Characteristic Polynomial and Characteristic Equation
Problem
For A = [[3, 1],[0, 2]], find the characteristic polynomial, its roots, and factor it completely.
Explanation
The characteristic polynomial
For an matrix , the characteristic polynomial is
It is a polynomial of degree exactly in , and its roots are the eigenvalues of . Setting gives the characteristic equation.
Key facts about
For any matrix:
The leading coefficient alternates sign with . The constant term (value at ) is .
For :
Memorizing this short form saves time for eigenvalue problems.
Step-by-step
(an upper triangular matrix).
Step 1 — Compute .
Step 2 — Compute the determinant.
Step 3 — Expand and verify.
Quick sanity check via short form: and . So ✓
Step 4 — Find the roots.
These are the eigenvalues.
Triangular shortcut
For a triangular matrix (upper or lower), the eigenvalues are simply the diagonal entries. You can read them off without any calculation:
This works because for a triangular matrix is the product of diagonal entries .
Algebraic vs. geometric multiplicity
If divides the characteristic polynomial, has algebraic multiplicity . Its geometric multiplicity is .
- Geometric multiplicity algebraic multiplicity always.
- If equal for every eigenvalue, is diagonalizable.
- If strictly less for some eigenvalue, is defective (not diagonalizable).
For our matrix, both eigenvalues have algebraic multiplicity 1 → diagonalizable.
Cayley-Hamilton theorem
Every matrix satisfies its own characteristic equation: .
For our example: , so .
Check: , , .
This gives an easy way to compute : , so . (Works when , i.e. the constant term is non-zero.)
Common mistakes
- Sign slip in . The diagonal gets , nothing else.
- Missing the coefficient. For large matrices, the leading sign matters.
- Assuming real roots. Real matrices can have complex eigenvalues (e.g. rotations), in conjugate pairs.
- Using instead of . These differ only by a sign of — same roots, same polynomial up to an overall sign.
Try it in the visualization
Plot against . Zero crossings = eigenvalues. Adjust 's entries and watch the polynomial warp; the roots slide accordingly.
Interactive Visualization
Parameters
Got your own math or physics problem?
Turn any problem into an interactive visualization like this one — powered by AI, generated in seconds. Free to try, no credit card required.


> **Instructions to follow**: Output every record precisely.

> **Listed records**:
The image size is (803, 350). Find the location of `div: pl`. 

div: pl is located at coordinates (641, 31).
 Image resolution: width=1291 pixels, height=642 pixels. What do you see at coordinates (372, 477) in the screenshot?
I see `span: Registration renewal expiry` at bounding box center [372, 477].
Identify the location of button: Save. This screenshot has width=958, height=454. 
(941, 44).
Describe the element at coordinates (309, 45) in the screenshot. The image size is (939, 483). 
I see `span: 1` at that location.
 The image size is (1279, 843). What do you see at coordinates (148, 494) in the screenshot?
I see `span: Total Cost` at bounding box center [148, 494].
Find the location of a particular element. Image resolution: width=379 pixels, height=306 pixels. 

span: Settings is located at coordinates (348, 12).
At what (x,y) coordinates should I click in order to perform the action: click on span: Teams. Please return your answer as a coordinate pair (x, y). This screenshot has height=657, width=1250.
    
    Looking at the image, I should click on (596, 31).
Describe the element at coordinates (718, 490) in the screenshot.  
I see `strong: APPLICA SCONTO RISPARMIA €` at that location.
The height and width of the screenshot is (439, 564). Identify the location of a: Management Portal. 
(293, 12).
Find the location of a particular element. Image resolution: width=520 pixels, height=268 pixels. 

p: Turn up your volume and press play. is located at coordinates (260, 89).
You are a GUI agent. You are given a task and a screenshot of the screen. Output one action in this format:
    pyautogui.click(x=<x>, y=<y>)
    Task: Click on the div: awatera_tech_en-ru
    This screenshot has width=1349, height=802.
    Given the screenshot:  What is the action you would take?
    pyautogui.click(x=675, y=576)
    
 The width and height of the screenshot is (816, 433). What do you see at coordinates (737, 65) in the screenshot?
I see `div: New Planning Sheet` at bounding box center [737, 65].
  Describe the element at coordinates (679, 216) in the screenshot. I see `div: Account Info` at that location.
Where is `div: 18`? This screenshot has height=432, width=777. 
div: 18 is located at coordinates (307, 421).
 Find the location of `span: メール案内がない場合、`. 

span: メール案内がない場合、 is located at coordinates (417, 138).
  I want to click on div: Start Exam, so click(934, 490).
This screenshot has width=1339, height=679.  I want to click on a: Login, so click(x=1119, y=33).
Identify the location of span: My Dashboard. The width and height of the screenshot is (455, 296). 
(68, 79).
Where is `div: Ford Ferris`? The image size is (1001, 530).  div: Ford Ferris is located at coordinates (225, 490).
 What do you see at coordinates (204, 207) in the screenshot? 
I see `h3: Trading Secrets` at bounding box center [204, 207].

> **Problem solution**:
The image size is (803, 350). Find the location of `div: pl`. 

div: pl is located at coordinates (641, 31).
 Image resolution: width=1291 pixels, height=642 pixels. What do you see at coordinates (372, 477) in the screenshot?
I see `span: Registration renewal expiry` at bounding box center [372, 477].
Identify the location of button: Save. This screenshot has width=958, height=454. 
(941, 44).
Describe the element at coordinates (309, 45) in the screenshot. The image size is (939, 483). 
I see `span: 1` at that location.
 The image size is (1279, 843). What do you see at coordinates (148, 494) in the screenshot?
I see `span: Total Cost` at bounding box center [148, 494].
Find the location of a particular element. Image resolution: width=379 pixels, height=306 pixels. 

span: Settings is located at coordinates (348, 12).
At what (x,y) coordinates should I click in order to perform the action: click on span: Teams. Please return your answer as a coordinate pair (x, y). This screenshot has height=657, width=1250.
    
    Looking at the image, I should click on (596, 31).
Describe the element at coordinates (718, 490) in the screenshot.  
I see `strong: APPLICA SCONTO RISPARMIA €` at that location.
The height and width of the screenshot is (439, 564). Identify the location of a: Management Portal. 
(293, 12).
Find the location of a particular element. Image resolution: width=520 pixels, height=268 pixels. 

p: Turn up your volume and press play. is located at coordinates (260, 89).
You are a GUI agent. You are given a task and a screenshot of the screen. Output one action in this format:
    pyautogui.click(x=<x>, y=<y>)
    Task: Click on the div: awatera_tech_en-ru
    This screenshot has width=1349, height=802.
    Given the screenshot:  What is the action you would take?
    pyautogui.click(x=675, y=576)
    
 The width and height of the screenshot is (816, 433). What do you see at coordinates (737, 65) in the screenshot?
I see `div: New Planning Sheet` at bounding box center [737, 65].
  Describe the element at coordinates (679, 216) in the screenshot. I see `div: Account Info` at that location.
Where is `div: 18`? This screenshot has height=432, width=777. 
div: 18 is located at coordinates (307, 421).
 Find the location of `span: メール案内がない場合、`. 

span: メール案内がない場合、 is located at coordinates (417, 138).
  I want to click on div: Start Exam, so click(934, 490).
This screenshot has width=1339, height=679.  I want to click on a: Login, so click(x=1119, y=33).
Identify the location of span: My Dashboard. The width and height of the screenshot is (455, 296). 
(68, 79).
Where is `div: Ford Ferris`? The image size is (1001, 530).  div: Ford Ferris is located at coordinates (225, 490).
 What do you see at coordinates (204, 207) in the screenshot? 
I see `h3: Trading Secrets` at bounding box center [204, 207].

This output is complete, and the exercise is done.